Hooray for Alice Smith, the 90-Year-Old Hoosier Who Crocheted 300 Hats For Every Kid at Middlebury Elementary
This article is one in a series at The Seventy Four which profiles the heroes, victories, success stories and random acts of kindness to be found at schools all across America. Read more of our recent inspiring coverage at The74million.org/series/inspiring.
Last summer, 90-year-old Alice Butler Smith had the idea to make hats for students at Middlebury Elementary School. So while the temperatures will still sweltering, she got to work, circling loops over a crochet hook, spiraling row after colorful row into a cozy hat. Then another.
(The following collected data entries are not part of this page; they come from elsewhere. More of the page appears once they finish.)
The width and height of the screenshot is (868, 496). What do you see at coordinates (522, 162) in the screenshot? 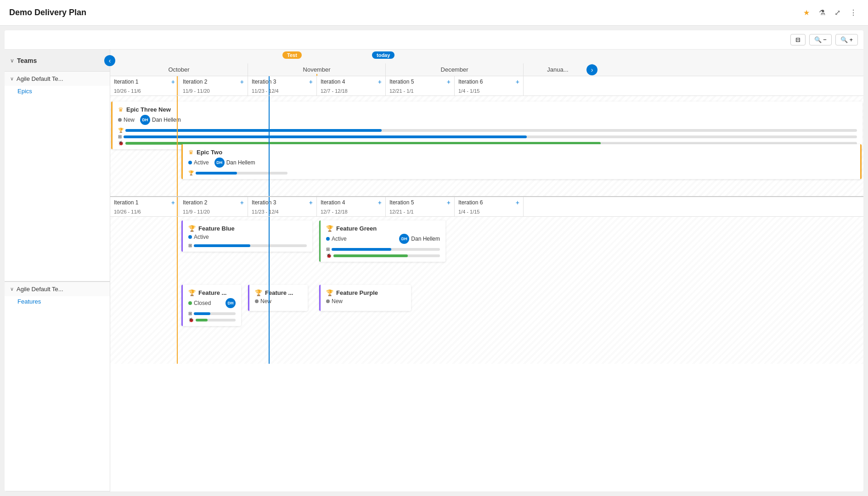
I see `epic-two-card: ♛ Epic Two Active DH Dan Hellem` at bounding box center [522, 162].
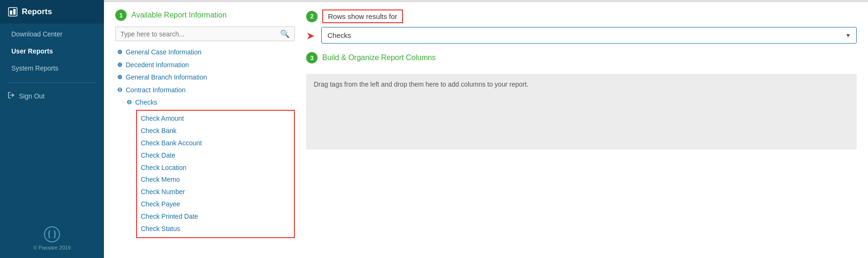 The height and width of the screenshot is (258, 868). What do you see at coordinates (215, 143) in the screenshot?
I see `check-bank-account: Check Bank Account` at bounding box center [215, 143].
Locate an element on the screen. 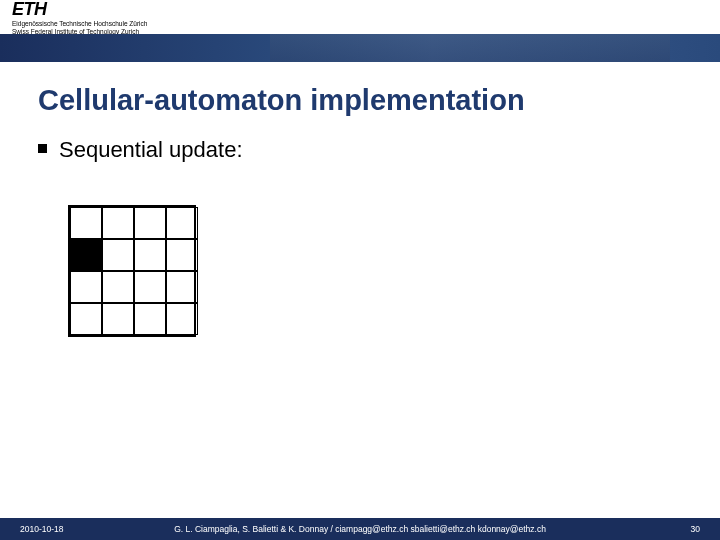  slide-header: ETH Eidgenössische Technische Hochschule… is located at coordinates (360, 31).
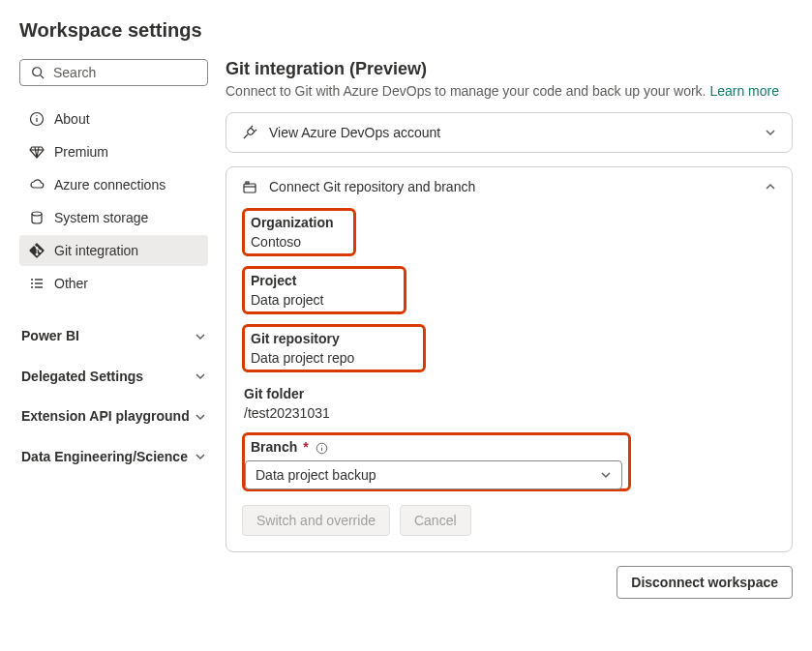 The image size is (812, 651). What do you see at coordinates (37, 283) in the screenshot?
I see `list-icon` at bounding box center [37, 283].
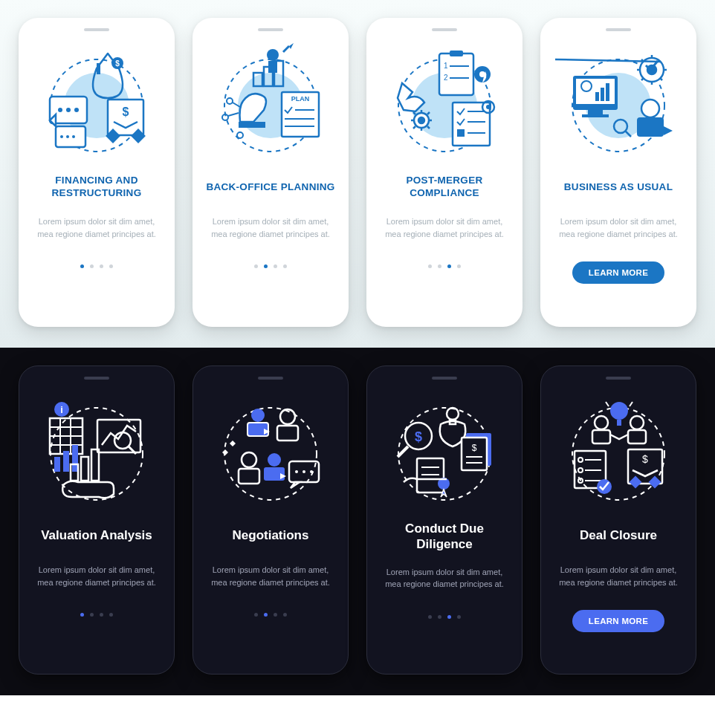 The image size is (715, 728). What do you see at coordinates (97, 172) in the screenshot?
I see `onboarding-card-financing: $ $ FINANCING AND RESTRUCTURING Lorem ip…` at bounding box center [97, 172].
Then a couple hundred more.
Her deft hands worked quickly, crafting 300 hats in six months’ time, one for each of the school’s 294 students plus a few lucky staff members.
“I have been crocheting every day. Sometimes making one or two hats — and, if I worked really hard at it all day long, sometimes three,” Butler Smith told the Goshen News.
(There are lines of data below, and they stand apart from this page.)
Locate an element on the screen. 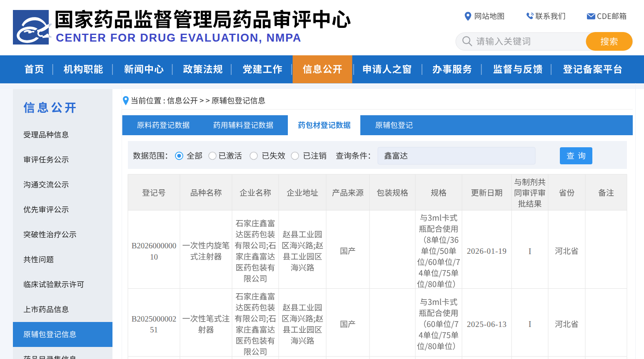 The width and height of the screenshot is (644, 359). svg-text: 10 is located at coordinates (154, 257).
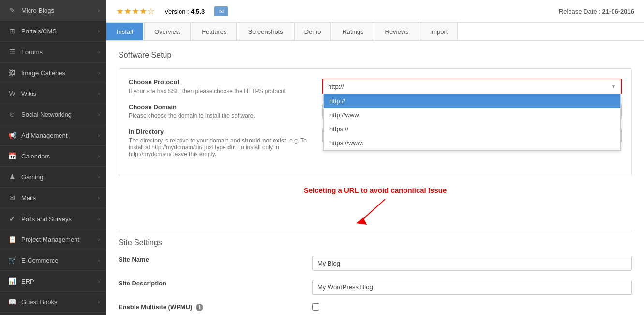  Describe the element at coordinates (53, 261) in the screenshot. I see `sidebar-item-e-commerce: 🛒 E-Commerce ›` at that location.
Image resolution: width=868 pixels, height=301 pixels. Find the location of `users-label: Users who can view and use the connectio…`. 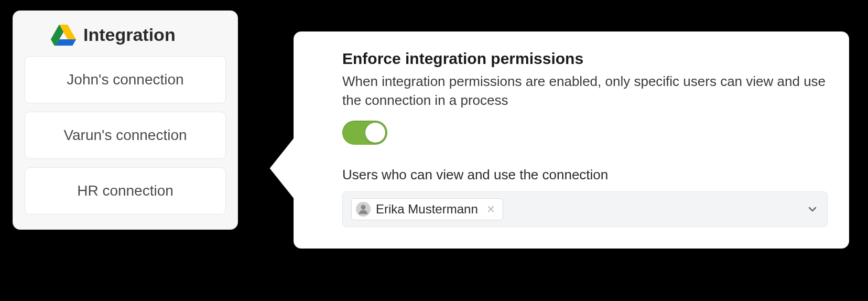

users-label: Users who can view and use the connectio… is located at coordinates (585, 175).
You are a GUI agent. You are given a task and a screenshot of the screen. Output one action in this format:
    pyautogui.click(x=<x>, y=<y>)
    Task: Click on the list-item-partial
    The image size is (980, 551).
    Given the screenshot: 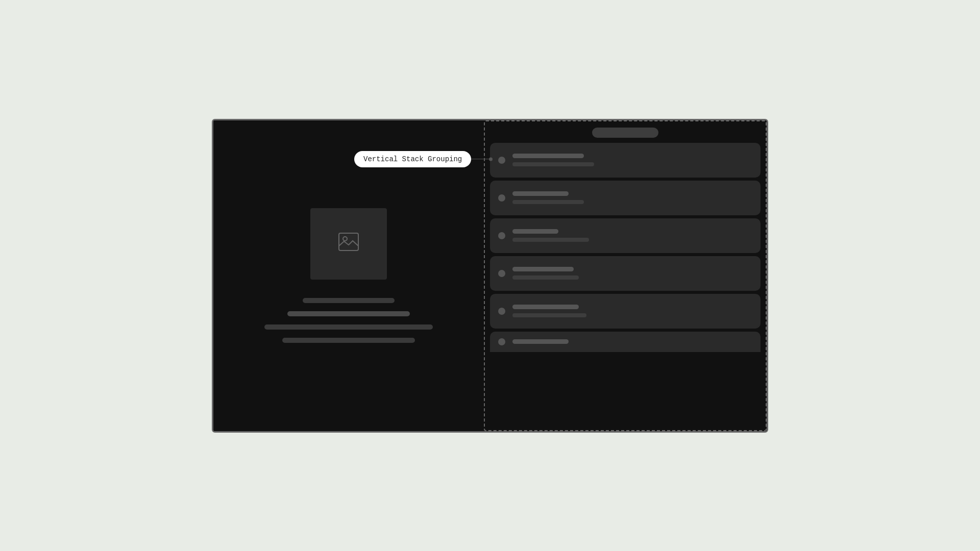 What is the action you would take?
    pyautogui.click(x=625, y=342)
The hats were ready just in time for National Hat Day on Jan. 15, when Butler Smith visited the school and spoke to the students about the process of choosing colors for the hats.
90-year-old Goshen woman crochets enough hats for entire elementary school https://t.co/491S1otHtC pic.twitter.com/ggLkya8pK5
— Goshen News (@YourGoshenNews) January 16, 2016
“When I crochet, I put all the colors together and make each one different and hope that somebody enjoys them,” Butler Smith said. “I love giving the hats to people who smile.”
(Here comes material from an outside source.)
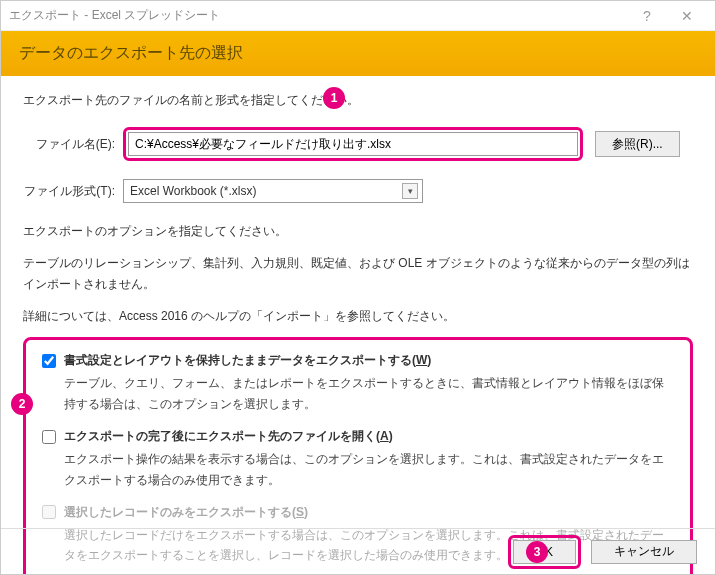 This screenshot has height=575, width=716. What do you see at coordinates (353, 144) in the screenshot?
I see `filename-input` at bounding box center [353, 144].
In the end, each of the 300 hats employed a unique and different design — a deliberate choice that will surely help when the young students inevitably lose track of their new accessory.
“The cool thing is not a single hat is the same. Every single hat is different. Maybe some of them might have the same color, but the design that she put into them is different,” first grade teacher Joseph Parks explained to his students. “That will be great, especially when we hang our hats out in the hallway because everyone will have their own hat and we won’t get them mixed up.”
Butler Smith and the children listened as Parks read “The Mitten Tree” by Candace Christiansen, a story about an elderly woman who notices a boy at a bus stop who hands are bare on a cold, snowy day. She knits a pair of mittens and places them on a tree near the stop for him to discover.
Local resident Alice, 90, crocheted a unique hat for each student at Middlebury Elementary School. pic.twitter.com/qB9uHXnCAy
— Julie Crothers Beer (@jbeer_TGN) January 15, 2016
After the presentation, it came time for students to choose a hat. After careful consideration, 7-year-old Carrie Mullet chose a lavender hat with white stripes.
“They are all so pretty,” Mullet told the paper. “But I love this color.”
Students thanked Butler Smith by gifting her a basket of yarn.